Comparison
There are several ways to serve AI-readable content. Here's how next-markdown-mirror stacks up.
next-markdown-mirror vs Cloudflare Markdown Conversion
Cloudflare offers automatic Markdown conversion as part of their Pro plan and above. Here's how the two compare:
| Feature | next-markdown-mirror | Cloudflare |
|---|---|---|
| Pricing | Free (MIT license) | $20/month ($240/year) per domain |
| Hosting | Self-hosted, any provider | Cloudflare only |
| Content control | Full — selectors, filters, custom rules | Limited configuration |
| JSON-LD extraction | Yes | No |
| Token counting | Yes, with custom counter support | No |
| llms.txt | Built-in generation | Not included |
| Custom Turndown rules | Yes | No |
| Content-Signal header | Yes | No |
| Setup | 3 files, ~15 lines of code | Toggle in dashboard |
| Framework | Next.js 16+ (core works anywhere) | Framework-agnostic (edge) |
| Open source | Yes | No |
Pricing breakdown
| next-markdown-mirror | Cloudflare Pro | |
|---|---|---|
| 1 domain | $0 | $240/year |
| 5 domains | $0 | $1,200/year |
| 10 domains | $0 | $2,400/year |
When Cloudflare makes sense
- You're already on Cloudflare Pro or higher
- You need edge-level conversion before your origin server
- You want zero-code setup with a dashboard toggle
- You don't need JSON-LD extraction, llms.txt, or fine-grained content control
When next-markdown-mirror makes sense
- You want full control over content extraction and filtering
- You need JSON-LD structured data in the Markdown output
- You want llms.txt support built in
- You deploy to Vercel, AWS, or any non-Cloudflare host
- You want custom Turndown rules for your specific HTML patterns
- You want it free and open source
vs Manual approaches
You could write your own HTML-to-Markdown converter:
| next-markdown-mirror | DIY | |
|---|---|---|
| Time to set up | 3 minutes | Hours to days |
| Content filtering | Built-in defaults + customizable | Write from scratch |
| GFM support | Included (tables, strikethrough, etc.) | Configure yourself |
| Special elements | dl, details, mark, abbr, figure, etc. | Handle each one |
| Maintenance | npm updates | You maintain everything |
| llms.txt | Built-in | Build your own |
A DIY approach makes sense if you have very unusual requirements that the library can't handle, or if you need to support a non-Node.js backend without using the standalone API.
vs No AI optimization
What happens if you serve raw HTML to AI agents?

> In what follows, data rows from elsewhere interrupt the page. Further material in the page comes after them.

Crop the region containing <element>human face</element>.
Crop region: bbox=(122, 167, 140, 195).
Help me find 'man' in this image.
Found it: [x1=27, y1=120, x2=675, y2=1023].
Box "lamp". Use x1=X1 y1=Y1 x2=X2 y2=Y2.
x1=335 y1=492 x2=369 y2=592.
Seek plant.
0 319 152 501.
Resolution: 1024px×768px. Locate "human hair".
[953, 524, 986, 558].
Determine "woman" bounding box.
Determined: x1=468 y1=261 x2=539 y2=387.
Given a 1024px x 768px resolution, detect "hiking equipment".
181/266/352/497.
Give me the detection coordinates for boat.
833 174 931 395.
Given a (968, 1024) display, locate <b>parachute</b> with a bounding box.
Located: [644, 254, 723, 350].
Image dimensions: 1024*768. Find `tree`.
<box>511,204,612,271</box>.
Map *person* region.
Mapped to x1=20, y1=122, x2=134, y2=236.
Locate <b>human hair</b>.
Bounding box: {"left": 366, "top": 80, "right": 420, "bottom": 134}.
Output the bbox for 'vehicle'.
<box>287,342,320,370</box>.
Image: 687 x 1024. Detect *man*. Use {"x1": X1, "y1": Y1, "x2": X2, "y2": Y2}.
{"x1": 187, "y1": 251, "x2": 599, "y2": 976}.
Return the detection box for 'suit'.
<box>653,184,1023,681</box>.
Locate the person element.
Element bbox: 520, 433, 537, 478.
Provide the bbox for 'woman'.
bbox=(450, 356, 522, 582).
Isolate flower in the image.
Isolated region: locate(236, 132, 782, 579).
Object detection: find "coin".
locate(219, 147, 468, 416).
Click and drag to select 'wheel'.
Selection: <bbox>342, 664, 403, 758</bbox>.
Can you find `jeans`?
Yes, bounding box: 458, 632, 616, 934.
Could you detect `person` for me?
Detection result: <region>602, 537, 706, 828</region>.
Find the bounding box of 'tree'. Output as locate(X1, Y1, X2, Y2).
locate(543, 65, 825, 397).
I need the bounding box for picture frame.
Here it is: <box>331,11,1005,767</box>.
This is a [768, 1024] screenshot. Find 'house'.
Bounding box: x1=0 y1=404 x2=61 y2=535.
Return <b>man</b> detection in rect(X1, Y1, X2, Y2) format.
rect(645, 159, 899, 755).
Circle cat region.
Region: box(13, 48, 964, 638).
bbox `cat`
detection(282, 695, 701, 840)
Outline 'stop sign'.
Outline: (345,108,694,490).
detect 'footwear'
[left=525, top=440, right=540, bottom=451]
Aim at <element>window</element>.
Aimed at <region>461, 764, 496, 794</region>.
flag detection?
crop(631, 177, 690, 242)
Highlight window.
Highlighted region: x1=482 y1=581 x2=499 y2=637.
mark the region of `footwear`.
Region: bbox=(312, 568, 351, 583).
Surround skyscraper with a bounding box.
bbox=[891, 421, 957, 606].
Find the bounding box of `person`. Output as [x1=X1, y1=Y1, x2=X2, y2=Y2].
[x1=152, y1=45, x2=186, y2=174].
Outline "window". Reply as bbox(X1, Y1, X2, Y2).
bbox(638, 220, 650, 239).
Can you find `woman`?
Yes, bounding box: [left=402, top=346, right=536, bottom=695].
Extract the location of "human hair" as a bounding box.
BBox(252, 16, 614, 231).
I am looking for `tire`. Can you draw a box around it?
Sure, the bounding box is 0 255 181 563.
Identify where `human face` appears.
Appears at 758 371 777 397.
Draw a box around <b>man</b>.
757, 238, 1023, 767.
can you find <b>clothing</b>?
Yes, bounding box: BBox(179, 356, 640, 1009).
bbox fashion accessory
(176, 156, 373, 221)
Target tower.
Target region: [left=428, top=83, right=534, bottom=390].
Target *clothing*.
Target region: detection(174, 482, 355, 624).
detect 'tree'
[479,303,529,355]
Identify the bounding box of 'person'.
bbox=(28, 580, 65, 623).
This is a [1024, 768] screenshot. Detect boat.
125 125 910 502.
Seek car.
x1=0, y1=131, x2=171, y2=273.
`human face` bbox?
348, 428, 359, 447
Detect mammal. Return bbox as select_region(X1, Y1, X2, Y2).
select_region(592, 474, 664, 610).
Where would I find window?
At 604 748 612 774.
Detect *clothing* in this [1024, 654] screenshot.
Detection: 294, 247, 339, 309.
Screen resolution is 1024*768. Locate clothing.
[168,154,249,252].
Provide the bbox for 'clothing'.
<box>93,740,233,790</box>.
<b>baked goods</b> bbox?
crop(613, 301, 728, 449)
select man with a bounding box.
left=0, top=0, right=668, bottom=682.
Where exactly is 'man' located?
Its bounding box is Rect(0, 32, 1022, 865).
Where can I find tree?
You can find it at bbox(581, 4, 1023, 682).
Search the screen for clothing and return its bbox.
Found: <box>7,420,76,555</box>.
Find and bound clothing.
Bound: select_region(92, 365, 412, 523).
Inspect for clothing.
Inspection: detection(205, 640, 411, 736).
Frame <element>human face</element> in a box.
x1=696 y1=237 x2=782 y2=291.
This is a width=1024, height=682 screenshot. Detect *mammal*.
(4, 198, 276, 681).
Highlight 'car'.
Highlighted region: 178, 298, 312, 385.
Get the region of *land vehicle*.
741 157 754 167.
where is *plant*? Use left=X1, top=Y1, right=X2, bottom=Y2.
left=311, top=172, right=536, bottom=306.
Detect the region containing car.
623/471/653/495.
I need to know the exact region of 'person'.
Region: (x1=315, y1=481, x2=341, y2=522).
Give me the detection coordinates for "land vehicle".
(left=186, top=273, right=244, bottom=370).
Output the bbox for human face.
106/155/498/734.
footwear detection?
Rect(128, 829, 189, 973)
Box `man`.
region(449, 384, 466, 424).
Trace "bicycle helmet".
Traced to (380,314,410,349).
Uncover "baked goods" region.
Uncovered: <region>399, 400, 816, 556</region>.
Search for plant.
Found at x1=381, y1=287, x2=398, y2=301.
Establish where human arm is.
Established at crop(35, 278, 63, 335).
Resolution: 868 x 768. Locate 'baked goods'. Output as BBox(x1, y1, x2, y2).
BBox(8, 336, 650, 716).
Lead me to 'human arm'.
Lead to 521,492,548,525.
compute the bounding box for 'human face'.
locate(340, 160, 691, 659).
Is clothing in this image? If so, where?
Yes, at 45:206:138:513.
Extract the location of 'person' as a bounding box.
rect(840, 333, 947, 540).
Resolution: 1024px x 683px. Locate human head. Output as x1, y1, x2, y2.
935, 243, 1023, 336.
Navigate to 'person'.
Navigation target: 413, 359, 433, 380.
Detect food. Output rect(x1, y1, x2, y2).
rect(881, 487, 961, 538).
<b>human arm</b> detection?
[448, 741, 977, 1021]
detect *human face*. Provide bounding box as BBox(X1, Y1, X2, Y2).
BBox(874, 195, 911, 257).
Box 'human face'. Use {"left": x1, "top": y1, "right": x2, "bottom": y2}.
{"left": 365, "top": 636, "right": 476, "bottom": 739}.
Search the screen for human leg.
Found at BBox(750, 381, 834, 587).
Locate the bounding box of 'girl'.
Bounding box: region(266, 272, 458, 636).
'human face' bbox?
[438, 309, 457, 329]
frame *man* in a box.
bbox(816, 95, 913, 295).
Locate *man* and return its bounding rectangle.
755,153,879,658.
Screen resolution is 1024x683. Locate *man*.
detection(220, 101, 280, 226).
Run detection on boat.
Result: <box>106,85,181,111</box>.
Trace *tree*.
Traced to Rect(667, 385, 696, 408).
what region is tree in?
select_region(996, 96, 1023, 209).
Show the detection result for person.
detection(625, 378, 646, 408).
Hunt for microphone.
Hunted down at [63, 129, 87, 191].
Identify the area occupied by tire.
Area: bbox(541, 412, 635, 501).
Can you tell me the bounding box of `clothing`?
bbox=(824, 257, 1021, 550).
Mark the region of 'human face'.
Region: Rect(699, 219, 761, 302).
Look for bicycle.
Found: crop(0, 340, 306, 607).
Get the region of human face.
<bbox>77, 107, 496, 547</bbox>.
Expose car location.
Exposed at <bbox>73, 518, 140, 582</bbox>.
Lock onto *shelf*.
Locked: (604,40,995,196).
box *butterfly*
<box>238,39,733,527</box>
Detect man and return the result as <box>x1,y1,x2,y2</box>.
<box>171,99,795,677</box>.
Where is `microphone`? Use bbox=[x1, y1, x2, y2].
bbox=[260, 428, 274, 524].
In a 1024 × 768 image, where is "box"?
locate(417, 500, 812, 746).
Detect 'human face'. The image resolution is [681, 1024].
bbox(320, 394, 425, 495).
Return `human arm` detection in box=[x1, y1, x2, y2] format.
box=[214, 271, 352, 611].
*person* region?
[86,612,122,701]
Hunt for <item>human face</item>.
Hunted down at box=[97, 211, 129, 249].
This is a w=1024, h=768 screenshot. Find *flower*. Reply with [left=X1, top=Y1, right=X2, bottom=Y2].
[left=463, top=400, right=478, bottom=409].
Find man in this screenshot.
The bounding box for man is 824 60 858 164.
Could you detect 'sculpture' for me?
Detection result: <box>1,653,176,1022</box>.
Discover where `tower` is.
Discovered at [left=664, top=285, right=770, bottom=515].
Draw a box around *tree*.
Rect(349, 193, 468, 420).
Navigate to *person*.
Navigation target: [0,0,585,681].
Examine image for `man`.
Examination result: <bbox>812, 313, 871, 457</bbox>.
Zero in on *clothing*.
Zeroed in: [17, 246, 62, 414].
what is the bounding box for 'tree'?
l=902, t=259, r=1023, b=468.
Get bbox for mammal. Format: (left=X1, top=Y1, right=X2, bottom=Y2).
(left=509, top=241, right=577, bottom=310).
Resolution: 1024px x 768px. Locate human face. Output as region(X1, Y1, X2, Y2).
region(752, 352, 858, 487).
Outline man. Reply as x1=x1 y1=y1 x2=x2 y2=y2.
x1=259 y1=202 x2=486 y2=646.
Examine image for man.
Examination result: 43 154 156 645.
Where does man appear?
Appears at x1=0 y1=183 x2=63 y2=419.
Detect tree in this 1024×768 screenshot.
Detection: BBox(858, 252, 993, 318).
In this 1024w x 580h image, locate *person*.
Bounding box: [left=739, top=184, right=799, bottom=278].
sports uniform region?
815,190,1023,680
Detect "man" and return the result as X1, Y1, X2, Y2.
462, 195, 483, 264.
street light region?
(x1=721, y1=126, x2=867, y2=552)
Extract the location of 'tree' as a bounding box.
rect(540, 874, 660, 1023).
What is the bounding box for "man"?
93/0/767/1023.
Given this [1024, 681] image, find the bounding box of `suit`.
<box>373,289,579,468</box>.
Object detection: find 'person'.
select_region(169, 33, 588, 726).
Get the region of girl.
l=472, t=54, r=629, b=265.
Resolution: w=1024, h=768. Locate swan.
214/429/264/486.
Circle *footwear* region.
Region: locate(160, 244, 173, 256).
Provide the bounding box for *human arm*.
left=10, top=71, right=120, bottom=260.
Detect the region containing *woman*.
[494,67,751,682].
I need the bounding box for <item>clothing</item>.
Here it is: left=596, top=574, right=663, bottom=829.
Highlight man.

- Lost context — AI agents parse your nav, footer, cookie banners, and ads as "content"
- Token waste — HTML boilerplate can 2-5x the token count vs clean Markdown
- Missing structure — no frontmatter, no token counts, no content signals
- No discovery — without llms.txt, agents can't find your content efficiently
- Poor answers — AI tools citing your content may produce lower-quality responses
Adding next-markdown-mirror takes 3 minutes and gives AI agents a clean, structured view of your content — improving how your site appears in AI-powered search, chatbots, and coding assistants.